Google is free to play censor, of course, but who wants an information age without the information?
This is Common Sense. I’m Paul Jacob.
* The senator also expressed some incredulity about the near-universal proclamations in support of whistleblower laws, calling Edward Snowden “the greatest whistleblower of all-time” but noting that half the Senate wanted Snowden put to death and the other half to plunk him “in jail forever. So it depends on what you blow the whistle on whether or not they’re for the whistleblower statute.”
On Feb. 14, 278 A.D., Valentine, a priest in Rome during the reign of Emperor Claudius II, was executed. In order to facilitate the raising of an army for his unpopular military campaigns, the emperor outlawed all marriages and engagements. Valentine defied Claudius’s order and continued to perform marriages for young lovers in secret. Once discovered, Valentine was arrested and condemned by the Prefect of Rome to be beaten to death with clubs and to have his head cut off. The sentence was carried out on February 14. Valentine was named a saint by the Roman Catholic Church after his death.

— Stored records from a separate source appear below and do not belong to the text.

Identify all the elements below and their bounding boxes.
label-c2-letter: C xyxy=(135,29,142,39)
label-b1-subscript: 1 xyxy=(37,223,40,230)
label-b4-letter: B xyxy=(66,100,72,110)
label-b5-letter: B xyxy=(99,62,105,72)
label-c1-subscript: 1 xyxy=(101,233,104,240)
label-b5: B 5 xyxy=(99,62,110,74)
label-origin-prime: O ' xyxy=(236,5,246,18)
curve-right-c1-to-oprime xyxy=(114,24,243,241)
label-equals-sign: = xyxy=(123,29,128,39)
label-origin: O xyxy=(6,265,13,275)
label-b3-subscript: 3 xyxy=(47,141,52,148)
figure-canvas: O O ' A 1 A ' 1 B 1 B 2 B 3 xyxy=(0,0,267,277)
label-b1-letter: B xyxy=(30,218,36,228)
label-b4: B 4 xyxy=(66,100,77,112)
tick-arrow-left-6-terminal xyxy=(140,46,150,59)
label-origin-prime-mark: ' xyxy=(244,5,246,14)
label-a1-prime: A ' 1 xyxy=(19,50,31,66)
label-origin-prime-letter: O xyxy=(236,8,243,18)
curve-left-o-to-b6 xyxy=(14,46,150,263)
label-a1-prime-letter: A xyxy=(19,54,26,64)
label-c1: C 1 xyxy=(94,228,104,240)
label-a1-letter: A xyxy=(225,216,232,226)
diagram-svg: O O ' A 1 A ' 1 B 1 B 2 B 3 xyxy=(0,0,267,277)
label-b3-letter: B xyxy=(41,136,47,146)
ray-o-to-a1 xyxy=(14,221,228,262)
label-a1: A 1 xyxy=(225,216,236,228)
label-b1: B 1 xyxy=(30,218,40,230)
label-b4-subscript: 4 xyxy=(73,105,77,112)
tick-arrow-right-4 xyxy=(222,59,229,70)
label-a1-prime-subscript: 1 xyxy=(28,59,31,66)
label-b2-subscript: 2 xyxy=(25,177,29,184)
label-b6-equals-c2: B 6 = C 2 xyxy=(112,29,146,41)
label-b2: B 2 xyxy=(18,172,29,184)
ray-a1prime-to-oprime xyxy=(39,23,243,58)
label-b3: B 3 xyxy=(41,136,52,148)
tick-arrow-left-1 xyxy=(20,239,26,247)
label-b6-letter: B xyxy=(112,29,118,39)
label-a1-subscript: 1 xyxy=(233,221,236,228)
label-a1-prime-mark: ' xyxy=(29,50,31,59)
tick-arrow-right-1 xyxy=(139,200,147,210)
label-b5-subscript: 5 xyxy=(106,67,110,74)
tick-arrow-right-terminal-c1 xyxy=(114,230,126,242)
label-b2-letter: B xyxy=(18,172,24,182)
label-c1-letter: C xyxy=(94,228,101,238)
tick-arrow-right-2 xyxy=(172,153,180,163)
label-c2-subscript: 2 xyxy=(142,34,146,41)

Though February 14th is celebrated as “St. Valentine’s Day,” in today’s vernacular, the 14th of February, 278, was, ahem, “not his day.”
“If I can make it there,” goes the songNew York, New York, “I’ll make it anywhere.”
But, when it comes to self-dealing, corrupt politics, isn’t it really Washington, D.C. that deserves the moniker of Big Rotten-to-the-Core Apple?
Meet Jack Evans, who is making it . . . er, competing . . . for a seat on the city council in the nation’s capital city.
Which seat, you ask?
His own.
For the last three decades, 29 years to be precise, Evans represented (theoretically, at least) Ward 2 . . . the council’s longest serving member.
Until Councilmember Evans resignedhis position mere weeks ago, on January 17. Under pressure, both from constituents by way of a recall petition and from the council, which was set to expel Evans, after finding him guilty of “prolonged and egregious wrongdoing.”
Not to mention that Evans is also the subject of a federal probe, with the FBI raiding his home last year. And Evans had previously resigned his position as Chairman of the Board of the Washington Metropolitan Area Transit Authority (WMATA) for the same longstanding patternof egregious influence peddling.
Now Capital Jack enters the political arena anew as the consummate professional, undaunted by his unfitness for gainful employment outside of politics.
“It is tremendous chutzpah to do that,” one Ward 2 resident observed of Evans’ quick comeback.
Not to mention that the special election for Mr. Evans to compete for the council seat he resigned from in disgrace will cost city taxpayers a cool million bucks.
“I want to wake up in a city” — hum a few bars! — “where corruption never sleeps.”
On Feb. 13, 1633, Italian philosopher, astronomer and mathematician Galileo Galilei arrived in Rome to face charges of heresy for advocating Polish astronomer Nicolaus Copernicus’s theory that the Earth revolves around the Sun. In April, Galileo pled guilty before the Roman Inquisition in exchange for a lighter sentence. Put under house arrest indefinitely by Pope Urban VIII, Galileo spent the rest of his life at his villa in Arcetri, near Florence, dying in 1642.